LEWISTON — A national Muslim civil rights organization has filed a formal request with the Lewiston School Department to allow a middle school student to pray on school property.
The group also wants Lewiston to modify existing policy and provide "constitutionally protected religious accommodation," such as a designated prayer room.
The group has also requested the school department institute diversity training for school staff, and to ensure the middle-schooler won't face retaliation because of her request to pray at the Lewiston Middle School.
According to the Washington, D.C.,-based Council on American-Islamic Relations, seventh-grader Nasra Aden had been routinely "praying discreetly during her free time or lunch break in a corner of a school hallway." But, on Tuesday, CAIR asserts a teacher told Aden "never to pray on school property" after Aden was seen preparing to kneel in prayer in a corner of one of the hallways.
After Aden told her mother, Jamad Warsame, what happened, Warsame spoke with school Principal Maureen Lachappelle and asked the school to accommodate her daughter's desire to pray. According to CAIR, Warsame's request was rebuffed and she has been "forced to pick up her daughter every day and take her to a nearby park to pray."
Lachappelle said Aden is not being forced to leave school to pray, but that the district accommodated her mother's request for her to leave the campus this past week for prayer.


→ EXERCISE DESCRIPTION: Extract every line starting at the line that contains "Serialize everything readable" and ending with the final line of the data, inclusive; give only those lines, word for word.

(Beginning of DATA EXTRACT)

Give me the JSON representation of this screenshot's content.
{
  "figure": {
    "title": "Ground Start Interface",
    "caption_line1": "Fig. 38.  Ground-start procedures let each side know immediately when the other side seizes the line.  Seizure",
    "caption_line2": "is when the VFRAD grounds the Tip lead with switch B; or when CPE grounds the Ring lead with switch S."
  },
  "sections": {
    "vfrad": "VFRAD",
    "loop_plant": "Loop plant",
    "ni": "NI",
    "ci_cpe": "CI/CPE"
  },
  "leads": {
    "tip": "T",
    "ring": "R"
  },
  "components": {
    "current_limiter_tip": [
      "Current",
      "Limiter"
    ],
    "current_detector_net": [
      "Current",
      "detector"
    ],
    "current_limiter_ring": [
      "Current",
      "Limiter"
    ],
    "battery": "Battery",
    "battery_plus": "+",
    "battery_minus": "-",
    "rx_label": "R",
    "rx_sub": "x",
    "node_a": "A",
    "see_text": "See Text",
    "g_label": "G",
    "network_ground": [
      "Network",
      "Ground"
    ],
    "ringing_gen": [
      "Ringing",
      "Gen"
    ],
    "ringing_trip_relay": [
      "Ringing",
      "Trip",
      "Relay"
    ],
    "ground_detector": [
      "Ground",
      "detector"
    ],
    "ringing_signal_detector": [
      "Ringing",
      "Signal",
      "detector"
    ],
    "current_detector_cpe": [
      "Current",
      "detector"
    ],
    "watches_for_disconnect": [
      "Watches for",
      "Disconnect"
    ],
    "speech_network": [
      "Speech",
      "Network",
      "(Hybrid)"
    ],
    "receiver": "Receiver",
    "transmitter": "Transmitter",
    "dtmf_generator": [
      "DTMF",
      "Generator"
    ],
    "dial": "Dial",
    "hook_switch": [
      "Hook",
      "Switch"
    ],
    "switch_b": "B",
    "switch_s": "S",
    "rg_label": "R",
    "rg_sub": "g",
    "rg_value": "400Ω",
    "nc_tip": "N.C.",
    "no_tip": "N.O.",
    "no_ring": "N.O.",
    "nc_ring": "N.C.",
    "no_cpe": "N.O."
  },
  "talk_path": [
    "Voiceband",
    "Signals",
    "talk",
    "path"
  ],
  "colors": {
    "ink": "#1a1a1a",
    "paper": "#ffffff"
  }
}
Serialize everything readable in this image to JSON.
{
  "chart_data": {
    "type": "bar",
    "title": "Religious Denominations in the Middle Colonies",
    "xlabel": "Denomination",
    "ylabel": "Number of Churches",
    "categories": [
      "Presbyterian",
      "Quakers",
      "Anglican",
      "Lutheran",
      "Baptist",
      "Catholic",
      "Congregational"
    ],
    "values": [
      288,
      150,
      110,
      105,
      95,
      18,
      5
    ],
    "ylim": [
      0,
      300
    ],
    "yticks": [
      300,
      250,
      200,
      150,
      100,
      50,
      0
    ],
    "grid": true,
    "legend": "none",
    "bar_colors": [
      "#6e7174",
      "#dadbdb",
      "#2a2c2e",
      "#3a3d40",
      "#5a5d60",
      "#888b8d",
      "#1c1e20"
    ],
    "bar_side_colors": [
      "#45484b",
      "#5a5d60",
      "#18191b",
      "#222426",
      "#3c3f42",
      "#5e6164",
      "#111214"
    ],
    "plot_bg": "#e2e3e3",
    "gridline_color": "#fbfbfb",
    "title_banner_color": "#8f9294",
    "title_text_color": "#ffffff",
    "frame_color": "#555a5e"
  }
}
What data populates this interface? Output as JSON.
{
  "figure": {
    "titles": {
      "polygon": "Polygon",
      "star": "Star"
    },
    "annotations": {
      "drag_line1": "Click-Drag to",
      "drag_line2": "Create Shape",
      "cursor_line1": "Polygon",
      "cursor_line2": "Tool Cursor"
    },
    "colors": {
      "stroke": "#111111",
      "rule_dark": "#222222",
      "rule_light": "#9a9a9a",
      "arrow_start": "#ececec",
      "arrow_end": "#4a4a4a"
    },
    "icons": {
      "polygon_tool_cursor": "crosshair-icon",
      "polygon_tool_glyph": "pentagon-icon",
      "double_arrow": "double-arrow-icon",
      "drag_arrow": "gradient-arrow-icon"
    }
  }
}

(End of DATA EXTRACT)

→ RESPONSE BOX:
Serialize everything readable in this image to JSON.
{
  "chart_data": {
    "type": "bar",
    "title": "Religious Denominations in the Middle Colonies",
    "xlabel": "Denomination",
    "ylabel": "Number of Churches",
    "categories": [
      "Presbyterian",
      "Quakers",
      "Anglican",
      "Lutheran",
      "Baptist",
      "Catholic",
      "Congregational"
    ],
    "values": [
      288,
      150,
      110,
      105,
      95,
      18,
      5
    ],
    "ylim": [
      0,
      300
    ],
    "yticks": [
      300,
      250,
      200,
      150,
      100,
      50,
      0
    ],
    "grid": true,
    "legend": "none",
    "bar_colors": [
      "#6e7174",
      "#dadbdb",
      "#2a2c2e",
      "#3a3d40",
      "#5a5d60",
      "#888b8d",
      "#1c1e20"
    ],
    "bar_side_colors": [
      "#45484b",
      "#5a5d60",
      "#18191b",
      "#222426",
      "#3c3f42",
      "#5e6164",
      "#111214"
    ],
    "plot_bg": "#e2e3e3",
    "gridline_color": "#fbfbfb",
    "title_banner_color": "#8f9294",
    "title_text_color": "#ffffff",
    "frame_color": "#555a5e"
  }
}
What data populates this interface? Output as JSON.
{
  "figure": {
    "titles": {
      "polygon": "Polygon",
      "star": "Star"
    },
    "annotations": {
      "drag_line1": "Click-Drag to",
      "drag_line2": "Create Shape",
      "cursor_line1": "Polygon",
      "cursor_line2": "Tool Cursor"
    },
    "colors": {
      "stroke": "#111111",
      "rule_dark": "#222222",
      "rule_light": "#9a9a9a",
      "arrow_start": "#ececec",
      "arrow_end": "#4a4a4a"
    },
    "icons": {
      "polygon_tool_cursor": "crosshair-icon",
      "polygon_tool_glyph": "pentagon-icon",
      "double_arrow": "double-arrow-icon",
      "drag_arrow": "gradient-arrow-icon"
    }
  }
}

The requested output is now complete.